One of the girls that are kidnapped is Alice, Queen Victoria's granddaughter. Princess Alice (25 February 1883 – 3 January 1981), was a member of the British royal family. She was the longest-lived princess of the blood royal, and one of the longest-lived British royals. Princess Alice was the last surviving grandchild of Queen Victoria, the sister-in-law of Queen Mary, and the first cousin of Queen Mary's husband, King George V, and was the sister of Charles Edward the last Duke of Saxe-Coburg and Gotha.
Cox is a resurrectionist. Resurrectionists (or "resurrection men") were body snatchers who thrived in the late 18th and early 19th centuries by stealing recently buried corpses to sell to medical schools for anatomical dissection. Moriarty plans to create a phalanstere. A phalanstère was a type of building designed for a self-contained utopian community, ideally consisting of 500–2,000 people working together for mutual benefit, and developed in the early 19th century by Charles Fourier.
There are many reference to the wall newspapers. A wall newspaper or placard newspaper is a hand-lettered or printed newspaper designed to be displayed and read in public places both indoors and outdoors, utilizing vertical surfaces such as walls, boards, and fences.
There is also a reference to the smog which killed many people in 1880. In the 1880s, London experienced frequent, severe "pea-souper" smogs caused by intensive coal burning, industrial emissions, and temperature inversions. These thick, dark-yellow fogs, such as those in January 1880, reduced visibility to near zero, paralyzed city transport, and caused significant mortality and respiratory illnesses, with smogs often killing over a thousand people in a single episode.
The girls that were kidnapped were locked in the human zoo, an idea of Carl Hagenbeck. While Carl Hagenbeck is often celebrated as the "father of the modern zoo" for inventing barless, moated enclosures, his legacy is deeply intertwined with the dark history of "human zoos". Hagenbeck became the world's most successful promoter of these "ethnographic exhibitions," which displayed people from non-Western cultures alongside animals and plants to recreate their "natural" environments. Hagenbeck’s most famous London exhibition took place at The Crystal Palace.
Charles Fourier is also a name that appears in the book. François Marie Charles Fourier (7 April 1772 – 10 October 1837) was a French philosopher, an influential early socialist thinker, and one of the founders of utopian socialism.
One of the men who Sherlock talks to says that the woman that the student who died befriended was an expert on numerology. Numerology is the ancient, esoteric study of the mystical relationship between numbers, letters, and life events, often used to understand personality, destiny, and timing. By calculating digits derived from a person’s birth date or name, practitioners believe they can unveil personal strengths, weaknesses, and future opportunities.

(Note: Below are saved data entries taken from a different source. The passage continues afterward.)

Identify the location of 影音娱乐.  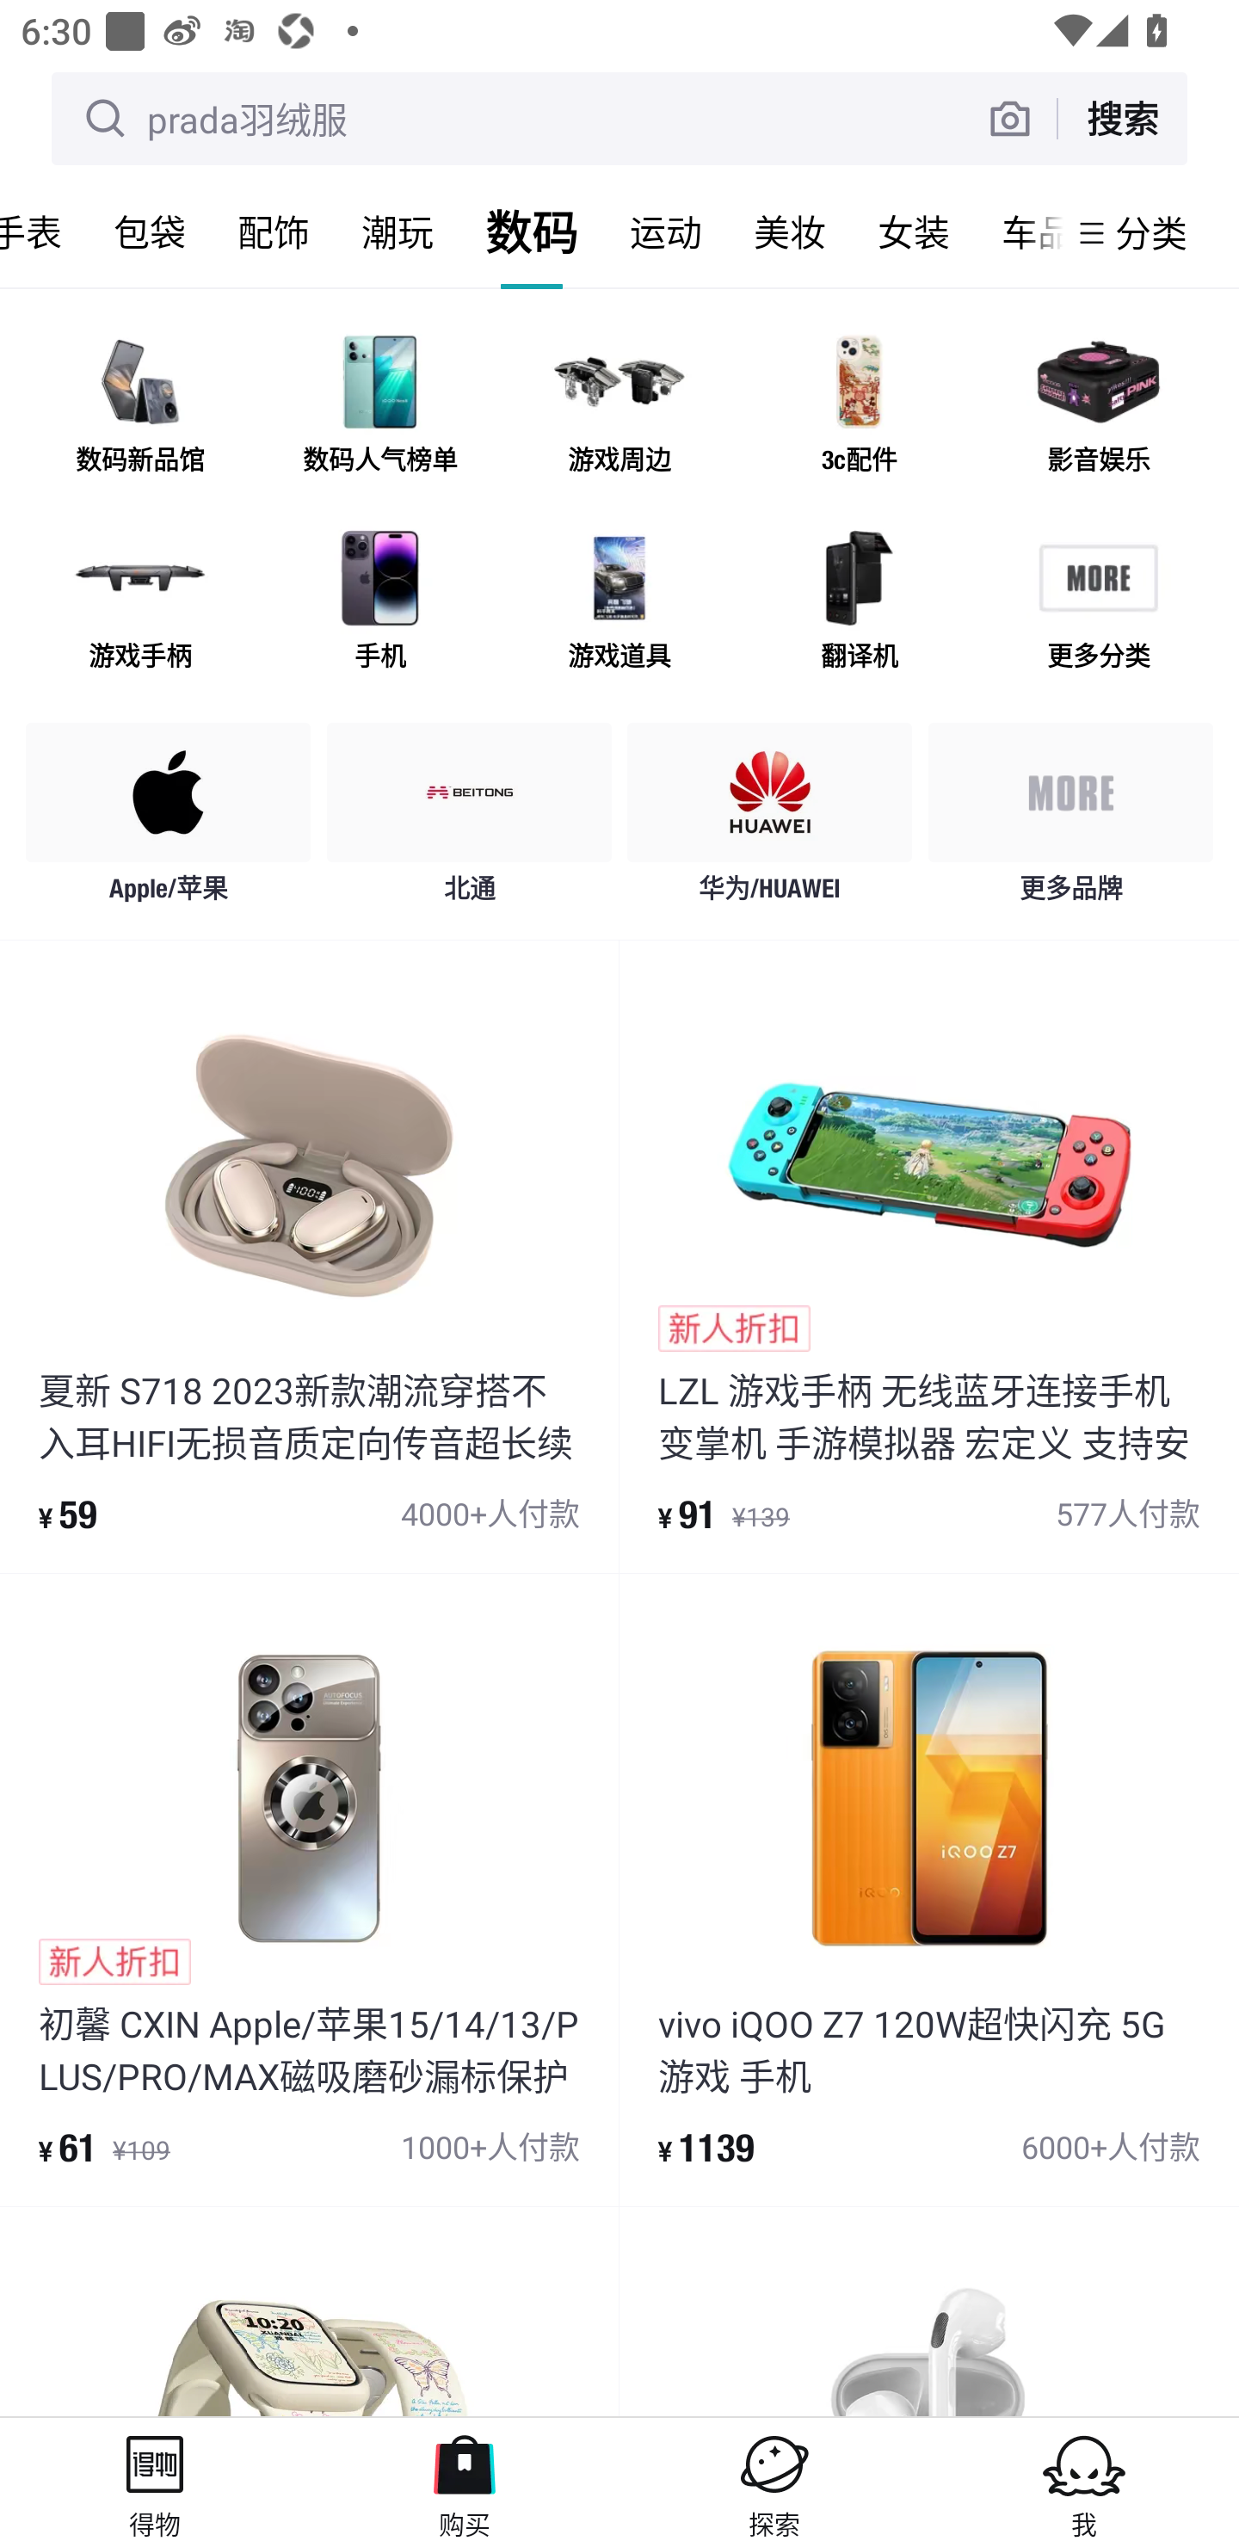
(1097, 408).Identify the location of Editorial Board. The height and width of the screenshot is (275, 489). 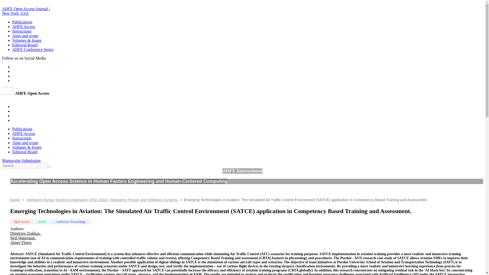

She belonged to the Baraduc Society, based on the principles of Hyppolite Baraduc. Hippolyte Ferdinand Baraduc (November 15, 1850 – May 1, 1909) was a French physician and parapsychologist, highly known for his depiction of thoughts and feelings using iconography. Baraduc believed it was possible to photograph human mental states or emotions, such as grief and mourning, as well as the human soul.
Rambalda surprises Cox when she drives a motorwagen. The Benz Patent-Motorwagen built in 1885 by the German engineer Karl Benz, is widely regarded as the first practical automobile and was the first car put into production. It was patented in January 1886 and unveiled in public later that year.
Moriarty owns the painting "Le jeane fille a l'agneau' by Jean-Baptiste Greuze. Jean-Baptiste Greuze (21 August 1725 – 4 March 1805) was a French painter of portraits, genre scenes, and history painting.
Sherlock Holmes died in the Meiringen Falls. The Reichenbach Falls in Meiringen, Switzerland, is a spectacular 250-meter-high cascading waterfall famous as the site of Sherlock Holmes' final showdown with Professor Moriarty. Visitors can take a historic funicular to the top for views and hike to the marked spot of the fictional battle.